Inhibitor drug 'primes' the body for anticancer immunotherapy


Wednesday, 25 August, 2021


Inhibitor drug 'primes' the body for anticancer immunotherapy

Combining a histone deacetylase inhibitor drug with immunotherapy agents is safe and may benefit some patients with advanced cancers that have not responded to traditional therapy, according to a Phase 1 clinical trial conducted by US researchers and published in the journal Clinical Cancer Research.

During the study, 33 patients with advanced solid tumours received the histone deacetylase inhibitor drug entinostat for two weeks. Then some patients received the immunotherapy agent nivolumab, a checkpoint inhibitor, in combination with the entinostat, while others received both nivolumab and a second checkpoint inhibitor agent, ipilimumab, after the initial dosing with entinostat.

Checkpoint inhibitors, such as nivolumab and ipilimumab, release important ‘brakes’ that permit the immune system to fight the cancer cells. Meanwhile, the epigenetic inhibitor drug entinostat has been shown in preclinical models and laboratory studies (which led to this current clinical trial) to drive changes in the chemical environment of cells to make them more amenable to immunotherapy. Study co-author Evanthia T Roussos Torres, an adjunct professor at Johns Hopkins University and assistant professor at the University of Southern California, said entinostat functioned as an immune system-priming agent prior to using immunotherapy in solid tumours that traditionally are nonresponsive to checkpoint inhibition therapy.

The study’s objective response rate, or percentage of patients whose cancer responded to therapy, was 16%. One patient with triple-negative breast cancer had a complete response, meaning a total shrinkage of the cancer. The median progression-free survival, or time until disease progression or death, was 6.1 months, and median overall survival was 10.6 months. Stable disease, considered the best response, was observed in 44% of participants. Clinical benefit rate, or the percentage of patients who achieved stable disease, or partial or complete response, was 60%.

Because the cancer types included in the study are not felt to have high response rates to immune checkpoint therapy, these preliminary results are very promising. Treatment-related adverse events were mostly low grade, and included fatigue, nausea, anaemia and diarrhoea.

“One of the major findings of our study is that this is a safe and tolerable combination of therapies,” Prof Roussos Torres said. “There aren’t very many trials investigating dual immune checkpoint inhibition in combination with other novel therapeutics. We determined a safe, tolerable dose with this combination that had very few adverse effects. That is significant.”

The researchers collected blood and tumour samples from patients before and after the two weeks of entinostat to assess the impact of the entinostat on the immune system, and also after the addition of the immune checkpoint agents to evaluate the effect of each of the treatments on the immune environment. The study team found a significant increase in the ratio of CD8/FoxP3 gene expression in tumours following checkpoint inhibitor treatment but not after entinostat treatment alone. This suggests that the combination therapy helped increase both cytotoxic immune system T cells — immune cells that directly kill cancer cell — as well as decrease immune system T regulatory cells — immune cells that modulate the immune response — which equalled a stronger immune response, Prof Roussos Torres said.

The most robust increases in CD8/FoxP3 ratio were observed in two patients with HR-positive breast cancer who experienced a partial response and stable disease. Three additional patients who experienced stable disease had adenocarcinoma, a cancer of glandular tissue.

The complete response in a patient with breast cancer was described as “a promise that there may be a role for this combination of therapies in breast cancers”, said senior study author Roisin M Connolly, an adjunct professor at Johns Hopkins and Chair in Cancer Research at University College Cork and Cork University Hospital.

“Immunotherapy hasn’t been as big a blockbuster to date in advanced breast cancer as in other cancers, such as lung cancers or melanoma,” Prof Connolly said. “This study paves the way for novel combination therapies that have the potential to improve response rates to immune checkpoint inhibitors in traditionally less-responsive tumour types.”

This drug combination is being investigated further in a group of 24 patients with HER2-negative breast cancer. Dr Vered Stearns, Director of the Women’s Malignancies Disease Group at Johns Hopkins’ Sidney Kimmel Comprehensive Cancer Center, said, “We are excited to have completed accrual to these ongoing studies in advanced HER2-negative breast cancer, and expect to report on these findings later this year.”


• WHAT IS EXPECTED:
Look for the word "number" in the entries below, then copy every line that has it.

(Figure collection entries)
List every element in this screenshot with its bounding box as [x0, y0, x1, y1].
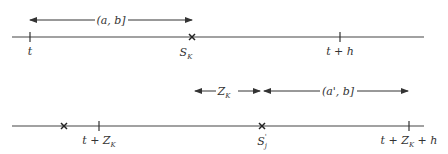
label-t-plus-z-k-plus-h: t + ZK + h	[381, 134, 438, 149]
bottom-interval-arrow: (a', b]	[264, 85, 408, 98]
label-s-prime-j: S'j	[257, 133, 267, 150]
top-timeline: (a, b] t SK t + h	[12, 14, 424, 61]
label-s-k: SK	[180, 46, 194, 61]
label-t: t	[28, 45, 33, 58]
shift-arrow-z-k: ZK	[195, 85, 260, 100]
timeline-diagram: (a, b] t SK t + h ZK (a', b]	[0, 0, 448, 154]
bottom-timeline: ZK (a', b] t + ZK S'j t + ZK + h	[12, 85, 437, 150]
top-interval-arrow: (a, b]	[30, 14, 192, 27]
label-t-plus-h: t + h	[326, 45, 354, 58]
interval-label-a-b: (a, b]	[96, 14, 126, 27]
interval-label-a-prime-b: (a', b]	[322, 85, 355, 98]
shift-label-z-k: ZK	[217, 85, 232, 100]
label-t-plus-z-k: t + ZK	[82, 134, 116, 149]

* * *

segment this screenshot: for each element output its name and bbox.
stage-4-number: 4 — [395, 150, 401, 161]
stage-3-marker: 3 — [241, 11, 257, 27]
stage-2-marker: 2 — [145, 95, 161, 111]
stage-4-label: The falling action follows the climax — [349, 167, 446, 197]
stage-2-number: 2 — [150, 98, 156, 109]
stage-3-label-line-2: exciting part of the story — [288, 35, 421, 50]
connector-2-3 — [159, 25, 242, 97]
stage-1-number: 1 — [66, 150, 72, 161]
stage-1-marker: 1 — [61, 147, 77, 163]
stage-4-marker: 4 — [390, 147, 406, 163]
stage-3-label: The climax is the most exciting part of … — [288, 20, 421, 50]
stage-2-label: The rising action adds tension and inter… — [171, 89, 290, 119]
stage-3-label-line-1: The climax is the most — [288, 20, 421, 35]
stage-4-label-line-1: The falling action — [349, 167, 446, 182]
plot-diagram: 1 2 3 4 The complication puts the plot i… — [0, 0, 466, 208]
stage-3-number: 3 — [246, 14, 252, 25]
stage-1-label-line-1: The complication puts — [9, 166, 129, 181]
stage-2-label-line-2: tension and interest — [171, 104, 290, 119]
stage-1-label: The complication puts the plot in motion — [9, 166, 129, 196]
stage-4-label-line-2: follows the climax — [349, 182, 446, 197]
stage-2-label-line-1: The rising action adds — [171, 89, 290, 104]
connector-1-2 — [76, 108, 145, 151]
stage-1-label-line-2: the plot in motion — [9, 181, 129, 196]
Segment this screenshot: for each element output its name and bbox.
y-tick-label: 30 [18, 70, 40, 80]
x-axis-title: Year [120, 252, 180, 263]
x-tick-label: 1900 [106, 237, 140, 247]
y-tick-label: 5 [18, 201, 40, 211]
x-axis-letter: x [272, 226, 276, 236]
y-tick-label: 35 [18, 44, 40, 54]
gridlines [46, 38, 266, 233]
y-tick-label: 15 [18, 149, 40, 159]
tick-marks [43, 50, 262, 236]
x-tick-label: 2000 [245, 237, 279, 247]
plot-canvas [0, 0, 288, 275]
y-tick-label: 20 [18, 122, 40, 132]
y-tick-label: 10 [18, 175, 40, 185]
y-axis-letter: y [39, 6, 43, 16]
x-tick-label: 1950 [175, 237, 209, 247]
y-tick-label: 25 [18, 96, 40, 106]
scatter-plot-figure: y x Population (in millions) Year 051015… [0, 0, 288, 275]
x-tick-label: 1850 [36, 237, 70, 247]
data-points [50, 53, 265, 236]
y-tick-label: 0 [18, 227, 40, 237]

• SOLUTION TO THE EXERCISE:
stage-4-number: 4 — [395, 150, 401, 161]
stage-2-number: 2 — [150, 98, 156, 109]
stage-1-number: 1 — [66, 150, 72, 161]
stage-3-number: 3 — [246, 14, 252, 25]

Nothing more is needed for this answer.